The shock of chopping up a Chanel bag

1
NDTV News

Watch: Researchers Discover the World’s Largest Factory in Australia

1
Skyrocketing global fuel prices threaten livelihoods and social stability

Skyrocketing global fuel prices threaten livelihoods and social stability

1
No Guns, No Dragons: Her Video Games Capture Private Moments

No Guns, No Dragons: Her Video Games Capture Private Moments

1
menu

Donald Trump nominated for the Nobel Prize for the Nobel Prize for securing Israel-Iran Stakten-Fires | Today News

June 24, 2025
menu

OpenAI and Jony IVEs AI Hardware ambitions touch Roadblock about a trademark dispute: report | Mint

June 24, 2025
Stocks make the largest movements of the afternoon: Krispy Kreme, Chegg, Zoom Communications and more

McDonald's and Krispy Kreme will put an end to Donut Partnership next month

June 24, 2025
Thinking up ways to increase the turnover of Gram Panchayats for a more effective Panchayati RAJ system: Amit Shah

Thinking up ways to increase the turnover of Gram Panchayats for a more effective Panchayati RAJ system: Amit Shah

June 24, 2025

Recent News

menu

Donald Trump nominated for the Nobel Prize for the Nobel Prize for securing Israel-Iran Stakten-Fires | Today News

June 24, 2025
menu

OpenAI and Jony IVEs AI Hardware ambitions touch Roadblock about a trademark dispute: report | Mint

June 24, 2025

Categories

  • Africa
  • Americas
  • art-design
  • Arts
  • Arts & Culture
  • Asia Pacific
  • Astrology News
  • books
  • Books News
  • Business
  • Cricket
  • Cryptocurrency
  • Dance
  • Dining and Wine
  • Economy
  • Education & Career
  • Entertainment
  • Europe
  • Fashion
  • Food
  • Football
  • Gadget
  • Gaming
  • Golf
  • Health
  • Hot News
  • India
  • Indians Abroad
  • Lifestyle
  • Markets
  • Middle East
  • Most Shared
  • Motorsport
  • Movie
  • Music
  • New York
  • Opinion
  • Politics
  • press release
  • Real Estate
  • Review
  • Science & Space
  • Sports
  • Sunday Book Review
  • Tax News
  • Technology
  • Television
  • Tennis
  • Theater
  • Top Movie Reviews
  • Top Stories
  • Travel
  • Uncategorized
  • Web Series
  • World

Site Navigation

  • Home
  • Advertisement
  • Contact Us
  • Privacy & Policy

We bring you the Breaking News,Latest Stories,World News, Business News, Political News, Technology News, Science News, Entertainment News, Sports News, Opinion News and much more from all over the world

©Copyright DailyExpertNews 2023

Welcome Back!

Login to your account below

Forgotten Password?
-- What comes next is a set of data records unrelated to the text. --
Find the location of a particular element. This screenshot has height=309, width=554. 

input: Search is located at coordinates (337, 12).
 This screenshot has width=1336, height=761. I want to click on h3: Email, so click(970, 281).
Sign Up

Create New Account!

Fill the forms below to register

All fields are required. Log In

Retrieve your password

Please enter your username or email address to reset your password.

Log In
No Result
View All Result
  • Contact Us
  • Home
  • Top Stories
  • World
  • Economy
  • Business
  • Opinion
  • Markets
  • India
  • Education & Career
  • Arts
  • Advertisement
  • Tax News
  • Markets

©Copyright DailyExpertNews 2023

This website uses cookies. By continuing to use this website you are giving consent to cookies being used. Visit our Privacy and Cookie Policy.
Are you sure want to unlock this post?
Unlock left : 0
Are you sure want to cancel subscription?